Goal: Identification of recurring themes and truths that will guide institutional reflection and change.

Listening is more than hearing — it’s about recognizing, validating, and responding to community experiences with humility and respect. 

Tools and Resources to Support Listening

Step 1: Host Speak Freely sessions. These example guides are designed to help institutions host listening sessions, where community members are invited to share their current and historical experiences. These sessions are designed to center community voices and uncover patterns that reflect how trust thrives, has been broken, or was never built.

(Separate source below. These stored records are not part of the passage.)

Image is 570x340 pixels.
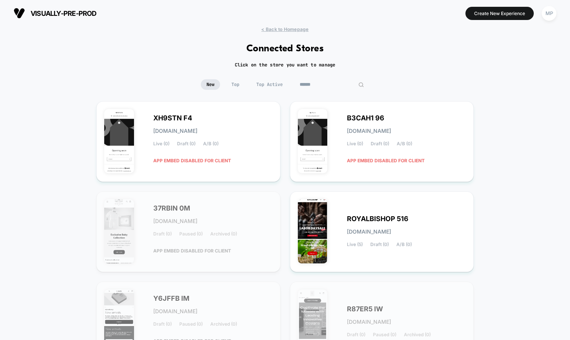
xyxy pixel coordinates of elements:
span: [DOMAIN_NAME] [153,128,197,134]
span: visually-pre-prod [31,9,97,17]
button: MP [540,6,559,21]
button: visually-pre-prod [11,7,99,19]
span: Archived (0) [210,322,237,327]
span: XH9STN F4 [153,116,192,121]
h2: Click on the store you want to manage [235,62,336,68]
img: ROYALBISHOP_516 [298,199,328,264]
img: edit [358,82,364,88]
span: Draft (0) [177,141,196,147]
span: Draft (0) [153,231,172,237]
span: B3CAH1 96 [347,116,384,121]
div: MP [542,6,557,21]
span: Draft (0) [153,322,172,327]
span: 37RBIN 0M [153,206,190,211]
img: B3CAH1_96 [298,109,328,173]
img: XH9STN_F4 [104,109,134,173]
button: Create New Experience [466,7,534,20]
span: [DOMAIN_NAME] [347,128,391,134]
h1: Connected Stores [247,43,324,54]
span: [DOMAIN_NAME] [347,229,391,235]
span: APP EMBED DISABLED FOR CLIENT [153,154,231,167]
span: Paused (0) [179,322,203,327]
span: Top [226,79,245,90]
span: [DOMAIN_NAME] [153,219,197,224]
span: Paused (0) [179,231,203,237]
span: Live (0) [153,141,170,147]
span: A/B (0) [397,141,412,147]
span: < Back to Homepage [261,26,309,32]
img: Visually logo [14,8,25,19]
span: Y6JFFB IM [153,296,190,301]
span: A/B (0) [203,141,219,147]
span: Draft (0) [371,141,389,147]
span: [DOMAIN_NAME] [153,309,197,314]
span: A/B (0) [397,242,412,247]
span: APP EMBED DISABLED FOR CLIENT [153,244,231,258]
span: Draft (0) [370,242,389,247]
span: Draft (0) [347,332,366,338]
span: Top Active [251,79,289,90]
span: APP EMBED DISABLED FOR CLIENT [347,154,425,167]
span: New [201,79,220,90]
span: Live (5) [347,242,363,247]
span: [DOMAIN_NAME] [347,319,391,325]
span: ROYALBISHOP 516 [347,216,409,222]
span: Live (0) [347,141,363,147]
span: Archived (0) [404,332,431,338]
img: 37RBIN_0M [104,199,134,264]
span: R87ER5 IW [347,307,383,312]
span: Paused (0) [373,332,397,338]
span: Archived (0) [210,231,237,237]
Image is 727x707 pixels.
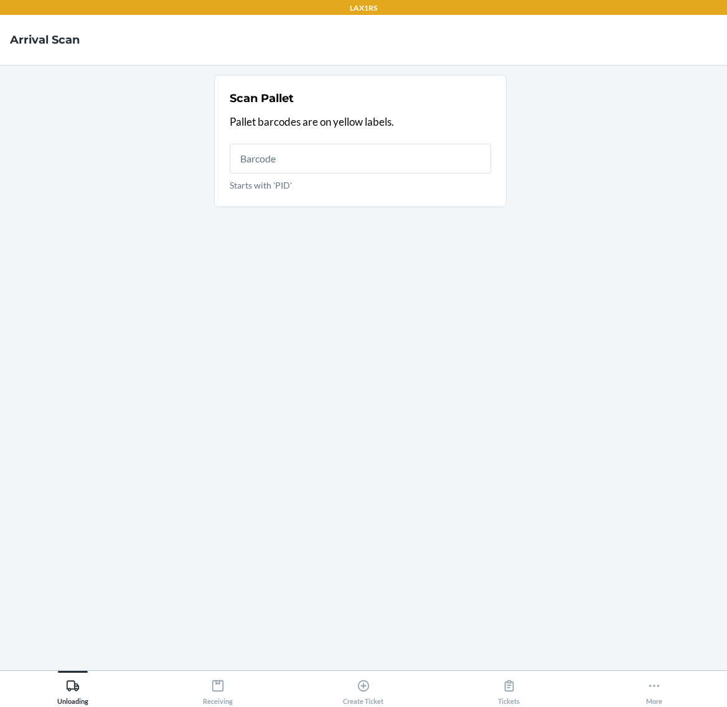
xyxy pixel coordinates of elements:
[146,671,291,705] button: Receiving
[646,674,662,705] div: More
[581,671,727,705] button: More
[230,144,491,174] input: Starts with 'PID'
[436,671,582,705] button: Tickets
[10,32,80,48] h4: Arrival Scan
[57,674,88,705] div: Unloading
[203,674,233,705] div: Receiving
[350,2,377,14] p: LAX1RS
[230,114,491,130] p: Pallet barcodes are on yellow labels.
[343,674,383,705] div: Create Ticket
[291,671,436,705] button: Create Ticket
[498,674,520,705] div: Tickets
[230,179,491,192] p: Starts with 'PID'
[230,90,294,106] h2: Scan Pallet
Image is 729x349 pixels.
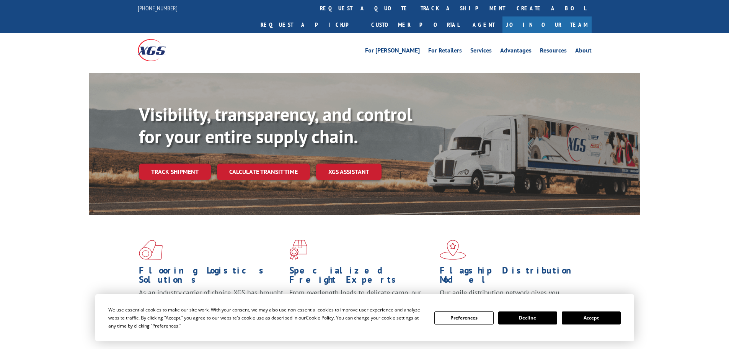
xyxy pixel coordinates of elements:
[306,314,334,321] span: Cookie Policy
[139,288,283,315] span: As an industry carrier of choice, XGS has brought innovation and dedication to flooring logistics...
[365,47,420,56] a: For [PERSON_NAME]
[217,163,310,180] a: Calculate transit time
[316,163,382,180] a: XGS ASSISTANT
[139,163,211,180] a: Track shipment
[139,102,412,148] b: Visibility, transparency, and control for your entire supply chain.
[152,322,178,329] span: Preferences
[440,288,581,306] span: Our agile distribution network gives you nationwide inventory management on demand.
[562,311,621,324] button: Accept
[440,266,585,288] h1: Flagship Distribution Model
[139,240,163,260] img: xgs-icon-total-supply-chain-intelligence-red
[575,47,592,56] a: About
[95,294,634,341] div: Cookie Consent Prompt
[289,288,434,322] p: From overlength loads to delicate cargo, our experienced staff knows the best way to move your fr...
[289,240,307,260] img: xgs-icon-focused-on-flooring-red
[108,306,425,330] div: We use essential cookies to make our site work. With your consent, we may also use non-essential ...
[289,266,434,288] h1: Specialized Freight Experts
[500,47,532,56] a: Advantages
[540,47,567,56] a: Resources
[440,240,466,260] img: xgs-icon-flagship-distribution-model-red
[503,16,592,33] a: Join Our Team
[366,16,465,33] a: Customer Portal
[428,47,462,56] a: For Retailers
[138,4,178,12] a: [PHONE_NUMBER]
[465,16,503,33] a: Agent
[499,311,557,324] button: Decline
[435,311,494,324] button: Preferences
[471,47,492,56] a: Services
[139,266,284,288] h1: Flooring Logistics Solutions
[255,16,366,33] a: Request a pickup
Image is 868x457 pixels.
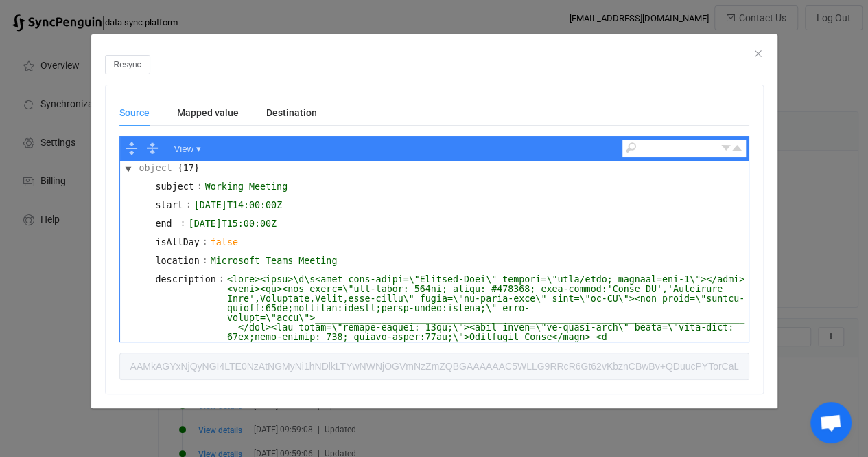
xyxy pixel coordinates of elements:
button: Expand all fields [123,139,141,157]
td: : [186,198,192,216]
div: end [154,217,180,232]
button: Collapse all fields [143,139,161,157]
div: Working Meeting [203,180,290,195]
div: Mapped value [163,99,253,126]
div: Source [120,99,163,126]
div: [DATE]T14:00:00Z [192,198,284,214]
button: Close [753,48,764,61]
div: [DATE]T15:00:00Z [187,217,279,232]
button: Click to expand/collapse this field (Ctrl+E). Ctrl+Click to expand/collapse including all childs. [120,161,136,177]
div: start [154,198,185,214]
div: object [137,162,174,176]
button: Next result (Enter) [720,140,732,156]
td: : [202,235,208,254]
span: Resync [114,60,141,70]
button: Resync [105,55,150,74]
button: View ▾ [169,139,206,157]
td: : [197,179,202,198]
div: Search fields and values [622,139,746,157]
div: false [208,235,240,251]
div: location [154,255,201,269]
td: : [202,254,208,272]
div: Microsoft Teams Meeting [208,255,339,269]
button: Previous result (Shift + Enter) [732,140,742,156]
a: Open chat [811,402,852,443]
td: : [181,216,186,235]
div: dialog [91,35,778,408]
div: subject [154,180,196,195]
div: isAllDay [154,235,201,251]
div: object containing 17 items [175,162,201,176]
div: Destination [253,99,317,126]
div: description [154,273,218,288]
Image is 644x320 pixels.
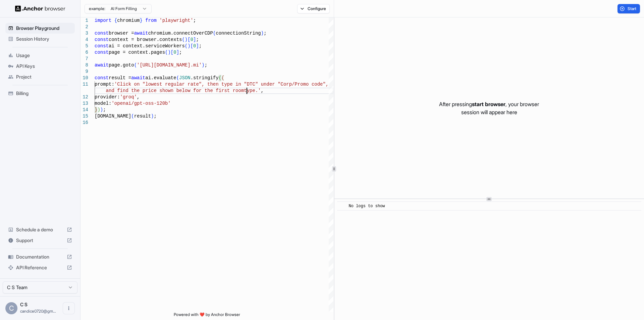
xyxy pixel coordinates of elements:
span: ( [213,31,216,36]
span: [ [171,50,174,55]
span: [DOMAIN_NAME] [95,113,131,119]
span: const [95,75,109,81]
div: 13 [81,100,88,106]
span: ) [97,107,100,113]
div: C [6,302,18,314]
span: ( [219,75,221,81]
span: model: [95,101,111,106]
span: result = [109,75,131,81]
span: 0 [193,43,196,49]
span: ; [154,113,157,119]
span: Documentation [16,253,64,260]
div: 3 [81,30,88,37]
span: chromium [117,18,139,23]
div: Project [6,72,75,82]
span: ) [261,31,264,36]
span: Browser Playground [16,25,72,32]
span: page = context.pages [109,50,165,55]
span: ) [168,50,171,55]
span: ; [196,37,199,42]
span: ] [196,43,199,49]
span: browser = [109,31,134,36]
span: ] [176,50,179,55]
span: ( [176,75,179,81]
span: Support [16,237,64,244]
div: 16 [81,119,88,126]
span: ) [188,43,190,49]
div: Usage [6,50,75,61]
div: 4 [81,37,88,43]
img: Anchor Logo [15,6,65,12]
span: import [95,18,111,23]
span: ai = context.serviceWorkers [109,43,185,49]
span: .mi' [191,62,202,68]
div: 1 [81,18,88,24]
div: 5 [81,43,88,50]
div: 14 [81,106,88,113]
div: API Keys [6,61,75,72]
span: , [261,88,264,93]
div: API Reference [6,262,75,273]
div: Browser Playground [6,23,75,34]
div: 10 [81,75,88,81]
span: Session History [16,35,72,42]
span: .stringify [191,75,219,81]
span: 0 [174,50,176,55]
span: page.goto [109,62,134,68]
span: await [95,62,109,68]
div: Support [6,235,75,245]
span: connectionString [216,31,261,36]
span: ( [131,113,134,119]
span: Powered with ❤️ by Anchor Browser [174,312,240,320]
span: const [95,43,109,49]
div: Documentation [6,251,75,262]
div: 11 [81,81,88,87]
span: 'Click on "lowest regular rate", then type in "DTC [114,81,255,87]
span: ) [185,37,188,42]
span: } [139,18,142,23]
span: ] [193,37,196,42]
span: " under "Corp/Promo code", [255,81,328,87]
span: JSON [179,75,191,81]
span: ( [134,62,137,68]
div: Session History [6,34,75,44]
span: const [95,31,109,36]
span: ) [202,62,204,68]
button: Configure [297,4,330,13]
span: type.' [244,88,261,93]
span: ai.evaluate [145,75,176,81]
span: '[URL][DOMAIN_NAME] [137,62,191,68]
span: ) [151,113,154,119]
span: API Reference [16,264,64,271]
span: Start [627,6,637,12]
span: , [137,94,139,100]
span: [ [191,43,193,49]
span: ; [179,50,182,55]
span: 'playwright' [160,18,193,23]
span: candice0720@gmail.com [20,308,56,313]
span: prompt: [95,81,114,87]
div: 12 [81,94,88,100]
span: ; [193,18,196,23]
span: Schedule a demo [16,226,64,233]
span: ; [199,43,202,49]
p: After pressing , your browser session will appear here [439,100,539,116]
div: 7 [81,56,88,62]
span: from [145,18,157,23]
span: 'groq' [120,94,137,100]
span: { [221,75,224,81]
span: await [134,31,148,36]
div: 8 [81,62,88,69]
div: 2 [81,24,88,30]
span: start browser [472,101,506,108]
span: and find the price shown below for the first room [106,88,244,93]
span: [ [188,37,190,42]
span: const [95,37,109,42]
span: ; [205,62,207,68]
div: 6 [81,50,88,56]
span: ​ [341,203,344,209]
span: 'openai/gpt-oss-120b' [111,101,171,106]
span: } [95,107,97,113]
span: Usage [16,52,72,59]
span: { [114,18,117,23]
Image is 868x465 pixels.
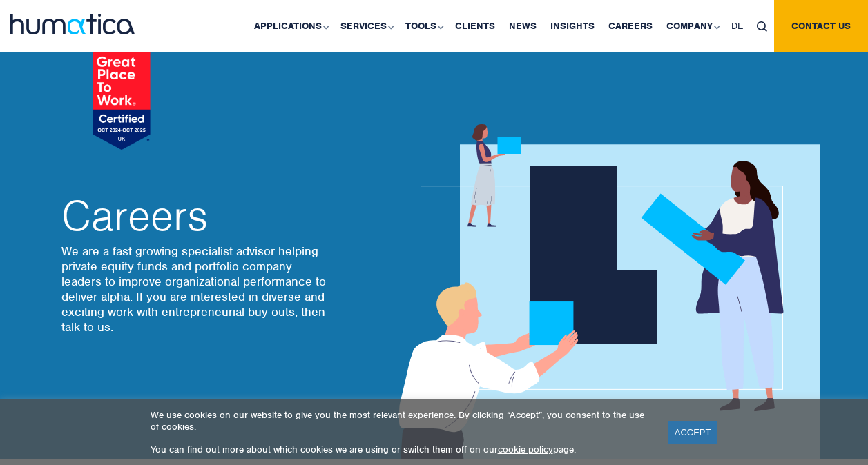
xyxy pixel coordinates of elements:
[498,444,553,455] a: cookie policy
[386,125,820,460] img: about_banner1
[731,20,743,31] span: DE
[62,243,331,335] p: We are a fast growing specialist advisor helping private equity funds and portfolio company leade...
[62,196,331,237] h2: Careers
[667,421,718,444] a: ACCEPT
[10,14,135,34] img: logo
[150,410,650,433] p: We use cookies on our website to give you the most relevant experience. By clicking “Accept”, you...
[757,22,767,31] img: search_icon
[150,444,650,455] p: You can find out more about which cookies we are using or switch them off on our page.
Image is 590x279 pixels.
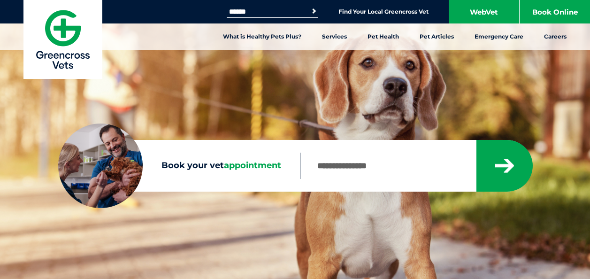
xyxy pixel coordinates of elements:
a: Careers [534,23,577,50]
a: Pet Health [357,23,409,50]
a: Find Your Local Greencross Vet [339,8,429,15]
label: Book your vet [58,159,300,173]
span: appointment [224,160,281,170]
a: Services [312,23,357,50]
a: Emergency Care [464,23,534,50]
a: Pet Articles [409,23,464,50]
a: What is Healthy Pets Plus? [213,23,312,50]
button: Search [309,7,319,16]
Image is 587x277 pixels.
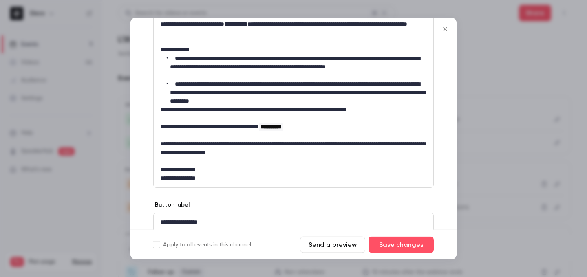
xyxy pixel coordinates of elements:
button: Close [437,21,453,37]
div: editor [154,213,433,232]
button: Save changes [368,237,433,253]
label: Button label [153,201,189,209]
button: Send a preview [300,237,365,253]
label: Apply to all events in this channel [153,241,251,249]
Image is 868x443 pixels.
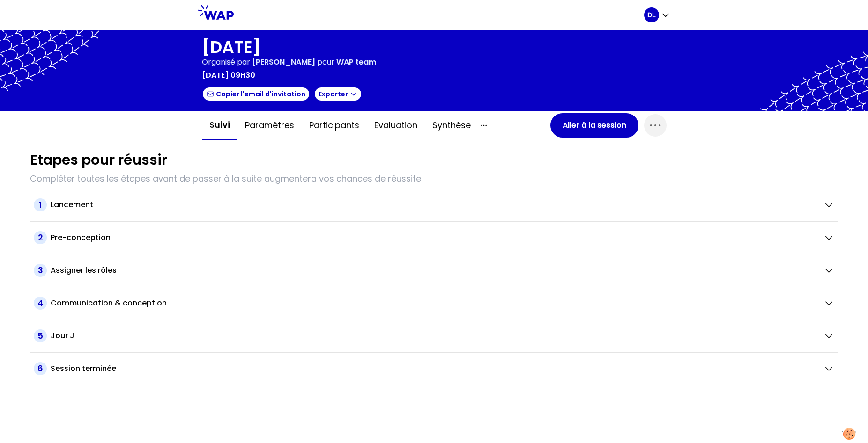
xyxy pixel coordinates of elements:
span: 6 [34,362,47,375]
span: 3 [34,264,47,277]
p: pour [317,57,334,68]
span: 2 [34,231,47,244]
p: WAP team [336,57,376,68]
button: Exporter [314,87,362,101]
p: Compléter toutes les étapes avant de passer à la suite augmentera vos chances de réussite [30,172,838,185]
h2: Communication & conception [51,298,166,309]
h2: Assigner les rôles [51,265,117,276]
button: Aller à la session [550,113,639,138]
p: DL [648,11,656,20]
button: Paramètres [238,111,302,139]
h2: Session terminée [51,363,117,374]
h2: Lancement [51,200,93,211]
p: Organisé par [202,57,250,68]
h1: Etapes pour réussir [30,152,167,169]
button: 2Pre-conception [34,231,835,244]
button: 6Session terminée [34,362,835,375]
button: DL [644,8,670,23]
span: 4 [34,296,47,310]
button: Copier l'email d'invitation [202,87,310,101]
h2: Pre-conception [51,232,110,243]
button: Synthèse [425,111,478,139]
span: [PERSON_NAME] [252,57,316,67]
button: 4Communication & conception [34,296,835,310]
button: 3Assigner les rôles [34,264,835,277]
button: 1Lancement [34,198,835,212]
button: Suivi [202,111,238,140]
button: Participants [302,111,367,139]
button: Evaluation [367,111,425,139]
span: 1 [34,198,47,212]
h1: [DATE] [202,38,376,57]
p: [DATE] 09h30 [202,70,255,81]
h2: Jour J [51,330,74,342]
span: 5 [34,330,47,342]
button: 5Jour J [34,330,835,342]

Speak Freely Session Guide (PDF)
by TRUE Together: Trust, Respect, Unity, and Equity; Sacramento, California

Speak Freely Facilitator Guide (PDF)
by United in Trust: A Multi-sectoral Community-Academic Approach to Building and Evaluating Trust in North Omaha, Nebraska

Step 2: Identify key themes that emerged from the listening sessions about what makes an organization more or less trustworthy. The mapping document outlines a community engaged mapping approach pioneered by United in Trust: A Multi-sectoral Community-Academic Approach to Building and Evaluating Trust in North Omaha, Nebraska

Mapping Shared Understandings (PDF)

Step 3: Share back and verify with your community partners. The United in Trust team created this document to share the results of their theme mapping with community partners to organize common concerns, priorities, and patterns and to inform institutional action in preparation for the Reflect phase. Decide with your community the most effective way to share back lessons from listening.

Theme Mapping Results (PDF)

"Some participants shared things they had never said in public before - that's the power of these conversations."